A film with absolutely nothing to say other than the rich and famous are dumb and people who aspire to their lifestyle are even dumber, this somehow actually makes Spring Breakers appear deep and profound.
7) HOLLOW
I must confess I was initially intrigued by this low budget British found footage fable because I know
the area where it was shot really well - a region rife with fascinating local
legends and macabre myths. Unfortunately the film itself tends to just
use its Suffolk backdrop (the ancient coastal area around Dunwich and Leiston)
as a casual afterthought, spending much of its turgid duration as a dour
relationship drama between two young couples holidaying in the region,
who just happen to randomly stumble across sinister secrets from the past. I found
these four leads intensely irksome and unsympathetic, the breakdown and bickering
of their group dynamic a real endurance test. Added
to this the desperately uninspired way the video documentation of their
story was shoe-horned in, and all goodwill to this project rapidly
diminished. When the so-called horror element finally kicks in via a few
moderately creepy scenes of spooky hooded figures and shadowy threats
in the pitch black rural night, it's all a bit too little too late as frankly the coked-up cretins couldn't die soon enough as far
as I was concerned!
8) THE
FRANKENSTEIN THEORY
More thoroughly uninspired and derivative found footage folly, which attempts to breath new life into the classic Frankenstein story by suggesting it was all factual rather than fictional. Whilst at times this mirrors the plot of Trollhunter, that's where all similarities end with that particular modern classic of this increasingly haggard sub-genre. Instead, The Frankenstein Theory spends much of its dull, dragging duration with our pitiful protagonists cowering in a remote ramshackle shed, isolated and alone, whimpering and bickering about scary noises from outside. Should really be retitled The Frankenstein Dreary.
9) AFTERSHOCK
Aftershock the latest Eli Roth offering to get a UK release this year (he wrote, produced and stars)
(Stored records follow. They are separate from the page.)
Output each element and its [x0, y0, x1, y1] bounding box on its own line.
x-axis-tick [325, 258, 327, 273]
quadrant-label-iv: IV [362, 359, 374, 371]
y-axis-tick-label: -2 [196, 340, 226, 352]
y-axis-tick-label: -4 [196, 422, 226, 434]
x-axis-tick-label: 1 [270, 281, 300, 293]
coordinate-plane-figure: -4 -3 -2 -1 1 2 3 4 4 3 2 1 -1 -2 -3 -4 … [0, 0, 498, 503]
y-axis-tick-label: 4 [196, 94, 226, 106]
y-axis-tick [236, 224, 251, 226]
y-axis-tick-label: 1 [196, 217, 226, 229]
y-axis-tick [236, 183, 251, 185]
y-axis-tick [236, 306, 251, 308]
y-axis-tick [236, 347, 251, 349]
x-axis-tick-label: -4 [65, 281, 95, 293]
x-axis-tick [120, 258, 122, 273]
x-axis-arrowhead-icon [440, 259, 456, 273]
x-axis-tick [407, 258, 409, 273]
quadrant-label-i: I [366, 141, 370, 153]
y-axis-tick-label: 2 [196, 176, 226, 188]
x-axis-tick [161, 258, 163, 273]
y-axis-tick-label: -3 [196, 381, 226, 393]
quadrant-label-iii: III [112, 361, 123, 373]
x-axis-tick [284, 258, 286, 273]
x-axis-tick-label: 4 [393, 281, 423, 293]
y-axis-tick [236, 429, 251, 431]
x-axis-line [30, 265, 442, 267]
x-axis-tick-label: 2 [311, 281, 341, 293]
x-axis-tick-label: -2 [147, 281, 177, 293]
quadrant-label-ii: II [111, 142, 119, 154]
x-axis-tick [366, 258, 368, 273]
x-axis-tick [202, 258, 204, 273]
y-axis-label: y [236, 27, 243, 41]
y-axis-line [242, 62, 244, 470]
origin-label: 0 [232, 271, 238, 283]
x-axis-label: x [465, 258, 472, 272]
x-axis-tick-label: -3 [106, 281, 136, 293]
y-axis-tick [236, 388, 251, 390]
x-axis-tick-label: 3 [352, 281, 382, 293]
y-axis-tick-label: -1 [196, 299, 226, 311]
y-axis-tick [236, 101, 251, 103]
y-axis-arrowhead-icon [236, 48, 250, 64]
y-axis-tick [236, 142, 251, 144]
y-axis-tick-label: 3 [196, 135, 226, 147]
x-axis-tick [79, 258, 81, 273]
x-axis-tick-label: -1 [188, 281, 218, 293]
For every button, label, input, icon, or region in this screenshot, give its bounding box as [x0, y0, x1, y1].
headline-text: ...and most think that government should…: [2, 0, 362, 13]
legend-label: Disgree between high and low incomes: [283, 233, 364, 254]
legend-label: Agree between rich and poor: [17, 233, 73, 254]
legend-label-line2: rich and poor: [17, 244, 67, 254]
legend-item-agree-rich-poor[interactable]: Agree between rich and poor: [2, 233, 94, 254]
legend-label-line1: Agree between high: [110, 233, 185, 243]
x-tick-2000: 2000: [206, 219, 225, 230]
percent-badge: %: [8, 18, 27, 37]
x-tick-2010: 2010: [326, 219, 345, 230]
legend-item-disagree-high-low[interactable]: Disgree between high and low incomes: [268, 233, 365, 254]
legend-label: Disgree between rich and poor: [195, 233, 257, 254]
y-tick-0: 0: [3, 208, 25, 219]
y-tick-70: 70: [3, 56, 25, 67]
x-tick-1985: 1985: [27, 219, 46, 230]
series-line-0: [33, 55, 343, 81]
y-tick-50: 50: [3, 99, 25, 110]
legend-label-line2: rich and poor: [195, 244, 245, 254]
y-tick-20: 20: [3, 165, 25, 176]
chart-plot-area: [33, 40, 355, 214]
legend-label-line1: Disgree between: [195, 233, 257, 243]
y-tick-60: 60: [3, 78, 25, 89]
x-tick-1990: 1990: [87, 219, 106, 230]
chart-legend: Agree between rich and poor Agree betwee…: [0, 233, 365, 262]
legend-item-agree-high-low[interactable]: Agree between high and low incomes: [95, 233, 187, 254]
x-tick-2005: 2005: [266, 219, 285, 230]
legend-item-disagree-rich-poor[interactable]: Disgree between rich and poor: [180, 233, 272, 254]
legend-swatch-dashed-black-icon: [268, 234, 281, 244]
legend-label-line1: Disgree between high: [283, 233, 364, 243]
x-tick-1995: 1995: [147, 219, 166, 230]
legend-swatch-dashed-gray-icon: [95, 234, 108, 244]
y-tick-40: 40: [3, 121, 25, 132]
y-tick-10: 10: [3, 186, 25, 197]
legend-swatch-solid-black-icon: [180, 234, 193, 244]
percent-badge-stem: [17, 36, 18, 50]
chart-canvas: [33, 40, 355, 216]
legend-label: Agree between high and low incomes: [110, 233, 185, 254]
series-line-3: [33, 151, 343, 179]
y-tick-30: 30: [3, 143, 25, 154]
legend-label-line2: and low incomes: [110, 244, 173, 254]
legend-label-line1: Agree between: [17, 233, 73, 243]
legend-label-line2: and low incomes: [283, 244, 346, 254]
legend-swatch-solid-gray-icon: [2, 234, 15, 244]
is lewd, crude, tasteless, and relentlessly piles on the misery. Think
The Impossible with added rape, murder and mutilation and you get the
general grubby vibe. It's a sort of disaster movie infused with the
xenophobic paranoia and cynical nastiness of the Hostel films, affording
lots of low-brow, grimly misogynist scenes of suffering and sadism,
which is tawdry, tacky and technically inept. The first act is
cringe-worthy travelogue with Roth and his creepy middle-aged mates
hitting on girls young enough to be their daughters, the remainder an
increasingly desperate attempt at misanthropic shock tactics and
debasement. Grim in every sense.
10) AFTER
EARTH
After Earth is an ill-conceived and idiotic vanity project by the Smith
dynasty, clearly intended to raise Smith Jnr's profile, yet his morose,
charisma-free performance matches the dreary, nonsensical sci-fi slog he
finds himself trapped in. After Earth is not only monumentally dumb and
devoid of logic or impact, but it's just boring as hell with it.
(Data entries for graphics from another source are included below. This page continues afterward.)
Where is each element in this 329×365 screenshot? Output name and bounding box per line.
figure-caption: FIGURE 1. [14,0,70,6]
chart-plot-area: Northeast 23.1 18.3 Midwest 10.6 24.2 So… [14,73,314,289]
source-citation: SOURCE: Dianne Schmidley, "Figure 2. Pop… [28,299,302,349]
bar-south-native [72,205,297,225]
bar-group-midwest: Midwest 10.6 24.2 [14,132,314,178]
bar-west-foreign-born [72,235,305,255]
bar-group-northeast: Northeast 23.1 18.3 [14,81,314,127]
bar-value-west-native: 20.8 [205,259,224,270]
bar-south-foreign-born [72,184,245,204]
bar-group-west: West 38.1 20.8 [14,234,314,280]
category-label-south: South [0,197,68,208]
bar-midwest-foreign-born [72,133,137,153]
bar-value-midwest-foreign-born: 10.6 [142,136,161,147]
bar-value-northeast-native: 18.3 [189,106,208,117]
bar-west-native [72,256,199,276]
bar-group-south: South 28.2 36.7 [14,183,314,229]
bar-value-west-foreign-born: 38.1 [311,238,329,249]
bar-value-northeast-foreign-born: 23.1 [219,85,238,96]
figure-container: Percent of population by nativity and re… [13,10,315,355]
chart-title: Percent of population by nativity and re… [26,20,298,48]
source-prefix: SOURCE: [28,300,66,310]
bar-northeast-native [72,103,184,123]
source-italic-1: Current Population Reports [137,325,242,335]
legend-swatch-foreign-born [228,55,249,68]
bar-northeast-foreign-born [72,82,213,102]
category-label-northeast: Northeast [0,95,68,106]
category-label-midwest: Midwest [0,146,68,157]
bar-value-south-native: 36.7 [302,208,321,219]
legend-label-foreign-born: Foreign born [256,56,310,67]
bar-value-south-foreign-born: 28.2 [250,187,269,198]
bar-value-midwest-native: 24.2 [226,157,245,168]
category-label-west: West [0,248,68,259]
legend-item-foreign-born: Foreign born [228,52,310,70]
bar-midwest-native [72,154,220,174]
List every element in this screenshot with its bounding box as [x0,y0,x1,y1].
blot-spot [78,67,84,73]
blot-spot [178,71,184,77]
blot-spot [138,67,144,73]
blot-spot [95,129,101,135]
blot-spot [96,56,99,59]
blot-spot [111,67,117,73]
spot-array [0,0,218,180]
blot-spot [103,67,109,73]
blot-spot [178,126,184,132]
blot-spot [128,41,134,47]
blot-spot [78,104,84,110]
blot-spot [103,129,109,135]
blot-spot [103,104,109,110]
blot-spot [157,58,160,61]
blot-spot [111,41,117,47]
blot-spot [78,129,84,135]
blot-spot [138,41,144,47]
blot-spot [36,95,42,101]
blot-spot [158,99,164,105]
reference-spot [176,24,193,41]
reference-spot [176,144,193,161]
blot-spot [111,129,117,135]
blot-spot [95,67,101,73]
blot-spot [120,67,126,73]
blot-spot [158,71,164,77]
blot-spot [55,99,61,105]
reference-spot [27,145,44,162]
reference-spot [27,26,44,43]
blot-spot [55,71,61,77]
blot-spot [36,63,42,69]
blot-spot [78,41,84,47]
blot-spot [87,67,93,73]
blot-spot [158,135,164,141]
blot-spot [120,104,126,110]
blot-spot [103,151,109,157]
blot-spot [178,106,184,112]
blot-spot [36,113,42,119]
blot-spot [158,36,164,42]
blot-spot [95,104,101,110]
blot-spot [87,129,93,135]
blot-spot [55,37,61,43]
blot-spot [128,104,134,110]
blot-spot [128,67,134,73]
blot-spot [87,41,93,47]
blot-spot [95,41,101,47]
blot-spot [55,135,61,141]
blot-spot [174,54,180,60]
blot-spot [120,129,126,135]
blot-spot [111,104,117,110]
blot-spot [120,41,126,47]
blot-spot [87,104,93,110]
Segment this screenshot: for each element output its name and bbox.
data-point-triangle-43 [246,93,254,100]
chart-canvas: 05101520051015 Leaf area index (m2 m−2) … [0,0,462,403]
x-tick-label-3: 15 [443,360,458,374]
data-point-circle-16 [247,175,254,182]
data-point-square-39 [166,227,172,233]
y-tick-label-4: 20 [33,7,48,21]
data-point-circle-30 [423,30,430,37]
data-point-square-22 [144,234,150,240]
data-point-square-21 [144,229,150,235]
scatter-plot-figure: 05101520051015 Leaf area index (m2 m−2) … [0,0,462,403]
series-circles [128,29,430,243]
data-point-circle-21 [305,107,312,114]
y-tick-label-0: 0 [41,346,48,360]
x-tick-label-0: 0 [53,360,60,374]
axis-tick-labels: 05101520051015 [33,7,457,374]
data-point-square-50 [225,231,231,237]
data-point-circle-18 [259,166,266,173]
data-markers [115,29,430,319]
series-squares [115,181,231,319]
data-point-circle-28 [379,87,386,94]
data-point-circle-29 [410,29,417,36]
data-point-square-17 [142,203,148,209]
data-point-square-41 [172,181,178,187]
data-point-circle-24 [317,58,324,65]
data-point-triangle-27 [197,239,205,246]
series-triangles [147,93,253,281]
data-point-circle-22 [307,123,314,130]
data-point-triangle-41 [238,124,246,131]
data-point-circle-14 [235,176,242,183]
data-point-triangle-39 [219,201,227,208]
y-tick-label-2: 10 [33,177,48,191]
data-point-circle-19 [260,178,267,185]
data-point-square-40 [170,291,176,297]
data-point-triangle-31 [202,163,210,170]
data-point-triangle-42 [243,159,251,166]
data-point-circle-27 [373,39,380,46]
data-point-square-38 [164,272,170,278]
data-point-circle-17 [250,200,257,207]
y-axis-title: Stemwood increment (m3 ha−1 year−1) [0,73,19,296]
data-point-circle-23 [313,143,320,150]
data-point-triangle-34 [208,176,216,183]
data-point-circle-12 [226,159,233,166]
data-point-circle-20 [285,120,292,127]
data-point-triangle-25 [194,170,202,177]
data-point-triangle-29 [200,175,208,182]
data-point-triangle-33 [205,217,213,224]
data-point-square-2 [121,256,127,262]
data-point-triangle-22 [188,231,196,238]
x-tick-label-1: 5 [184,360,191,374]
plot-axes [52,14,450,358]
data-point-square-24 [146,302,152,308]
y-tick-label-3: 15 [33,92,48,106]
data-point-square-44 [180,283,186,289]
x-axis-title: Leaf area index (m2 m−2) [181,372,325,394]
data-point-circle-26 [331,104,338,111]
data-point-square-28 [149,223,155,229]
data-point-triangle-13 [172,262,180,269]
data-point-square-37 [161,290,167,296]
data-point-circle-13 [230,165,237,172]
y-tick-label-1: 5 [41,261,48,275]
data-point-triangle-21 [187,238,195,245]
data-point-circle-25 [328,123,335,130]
There's a scene early on in the exposition heavy prologue where mankind
is colonising a new planet and Will Smith is hacking genetically
engineered creatures to pieces as spaceships hurtle around in the
alien background..........that's the film I wanted to see, not the turgid
interplanetary trek dumped upon us instead. Surely the final nail in Shyamalan's career coffin?
WORST OF THE REST:
11) SHARKNADO
12) ALL
SUPERHEROES MUST DIE
13) RED
DAWN
14) A
GOOD DAY TO DIE HARD
15) COMMUNITY
16) GETAWAY
17) THE
VATICAN EXORCISMS
18) G.I.JOE
- RETALIATION
19) INSIDIOUS
CHAPTER 2
20) FRIGHT
NIGHT 2: NEW BLOOD.
WORST ACTION FILM: A GOOD
DAY TO DIE HARD
WORST HORROR FILM: I
SPIT ON YOUR GRAVE 2
WORST COMEDY: PAIN AND
GAIN
WORST SCIENCE-FICTION /
FANTASY: AFTER EARTH
WORST SPECIAL FX: SHARKNADO
WORST SCREENPLAY: PAIN AND GAIN
WORST DIRECTOR: MICHAEL
BAY (PAIN AND GAIN)
WORST ACTRESS: BIANCA
BREE (UFO aka ALIEN UPRISING)
WORST ACTOR: JOHN TRAVOLTA (KILLING SEASON)
2013'S BIGGEST LETDOWN WHICH SHOULD’VE BEEN GREAT BUT REALLY WASN’T: PACIFIC RIM.